Daily Archives: October 7, 2017

Halloween Horror Movie # 4

I remember seeing this film on its original theatrical run back in 1981. In those days I was still a sailor in the United States Navy and was fairly new to San Diego. Downtown, which was much grittier back in those days, held a number of run down grind-house movie theaters and one was the Balboa. (The Balboa is still there, though now it has been renovated into a nice venue and this month I will be there to see Eddie Izzard live.) I do not recall ever seeing a preview for this film, but the poster with the declaration ‘from the creator Alien” seduced me into the theater.

Dead & Buried is a curious horror film. Produced after Alien and Halloween it has both a creepy atmospheric style coupled with explicit gruesome on-screen ‘kills.’ In addition to two elements it also has a very 70s sensibility presented in a drenched in paranoia and coated in cynicism. It even ends the film on a freeze-frame, a device that was very popular in the cinema of the 70s but along with split framing, very quickly fell out of favor in the glassy fast paced 80s.

The story is about a small town cop, Dan Gillis, whose has returned to his home town of Potter’s Bluff along with his wife Janet. Tourists and other people just passing through the coastal Rhode Island community are waylaid by the locals and brutally murdered. During the horrific acts of violence the townsfolk display no emotion and record everything with still and motion photography. With corpses piling up and vanishing Dan quickly finds himself working a mystery that soon extends beyond the natural as people reports seeing the murder victims now walking around the Potters Bluff. Increasingly Dan suspects that his wife is involved and with the assistance of Dobbs, the town’s undertaker and coroner, he attempts to discover the horrific truth behind the small scenic town.

I really like Dead & Buried. The film has only a few jump scares relying principally upon tone, mystery, and the brutal attacks to create it sense of dread. (Though it must be said that the first jump scare is one of cinema’s best and I shall not spoil it by describing it to you. If you have seen you know exactly what I am referring to and if you have not you are in for a startle.) The films was a modest budgeted affair but boasted talent, among the actors you have James Farention as Dan Gillis, Jack Albertson as the quirky undertaker Dobbs, and a pre-Nightmare on Elm Street Robert England in a small supporting role.

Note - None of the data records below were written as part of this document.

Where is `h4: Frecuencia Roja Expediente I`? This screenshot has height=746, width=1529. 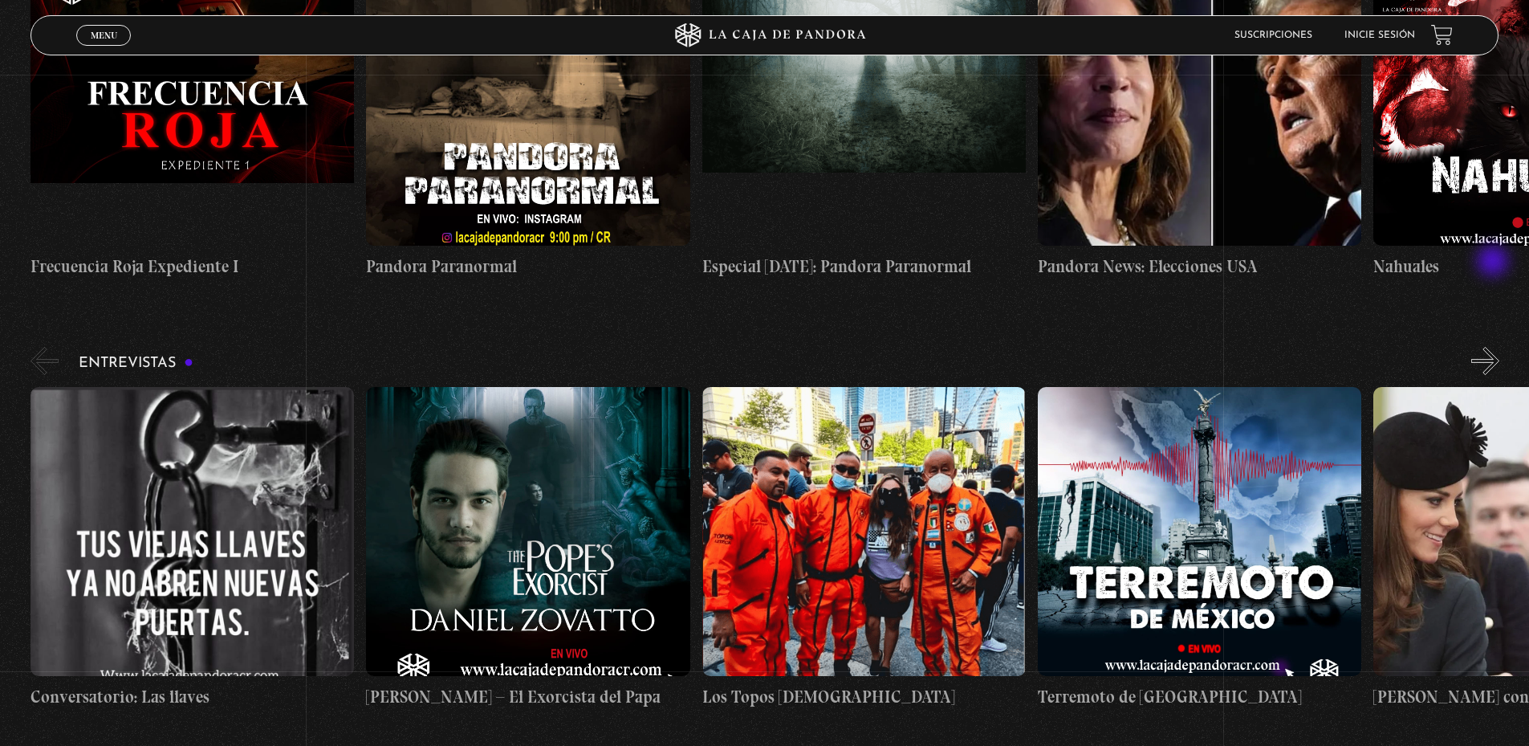 h4: Frecuencia Roja Expediente I is located at coordinates (192, 267).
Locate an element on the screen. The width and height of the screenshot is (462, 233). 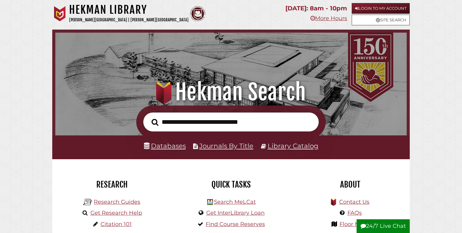
a: More Hours is located at coordinates (328, 18).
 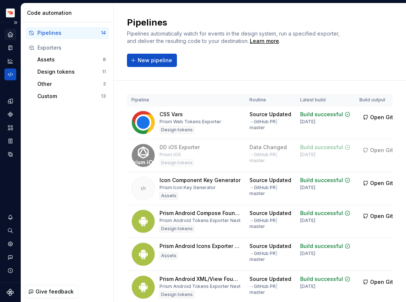 What do you see at coordinates (10, 48) in the screenshot?
I see `a: Documentation` at bounding box center [10, 48].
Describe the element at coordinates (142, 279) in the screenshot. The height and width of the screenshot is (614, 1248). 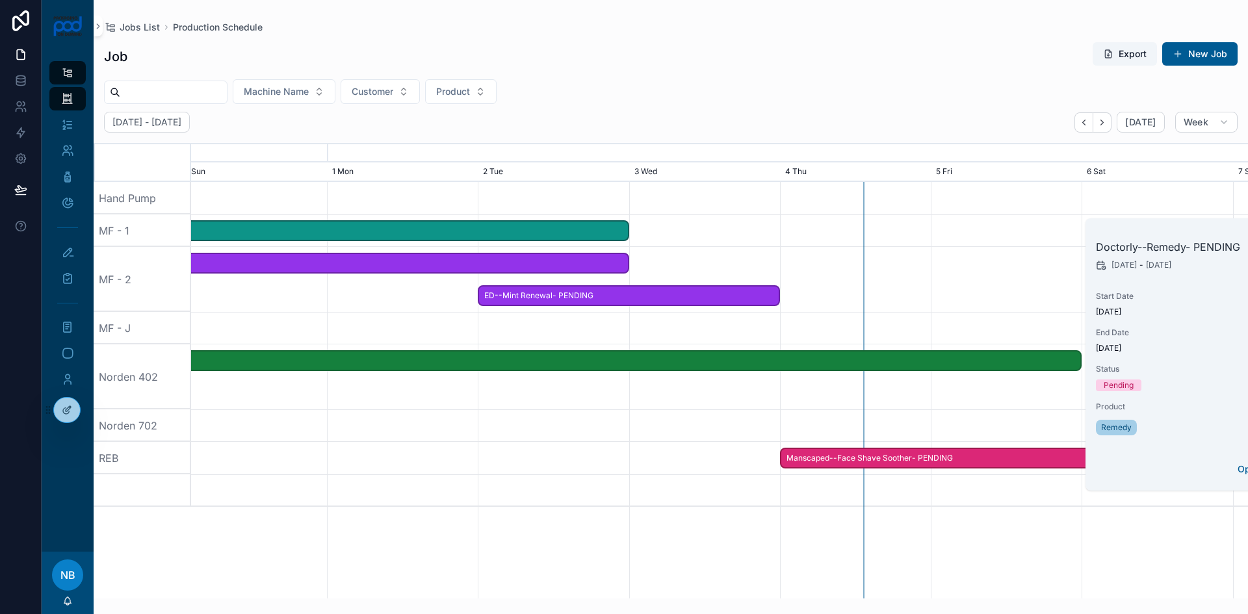
I see `div: MF - 2` at that location.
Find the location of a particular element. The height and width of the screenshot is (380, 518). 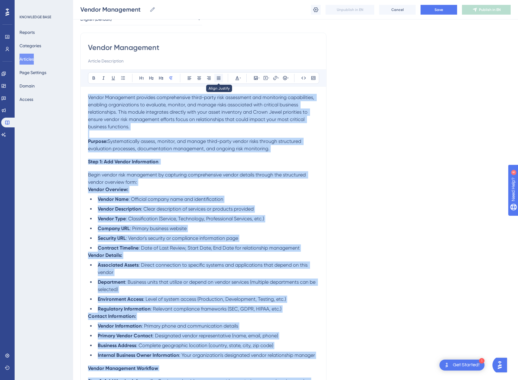

div: KNOWLEDGE BASE is located at coordinates (35, 17).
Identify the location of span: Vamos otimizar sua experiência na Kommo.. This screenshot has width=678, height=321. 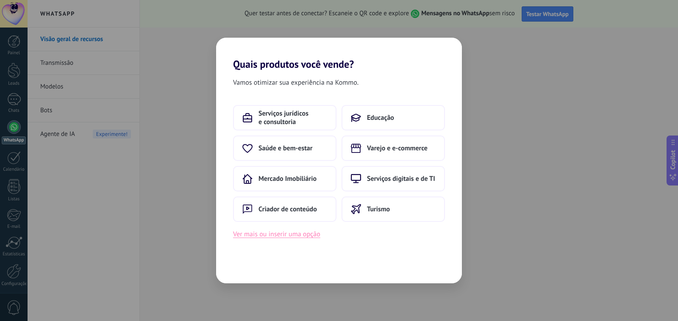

Behind the scenes you have Ronald Shusett and Dan O’Bannon, the authors of Alien, writing the screenplay, and legendary effects wizard Stan Winston producing the make-up and special effects.

Not a movie for everyone, particularly if on-screen violence and murders much like a slasher film is not for you, Dead & Buried is an underappreciated horror movie that straddles the interest cinema of the 70s and the 80s.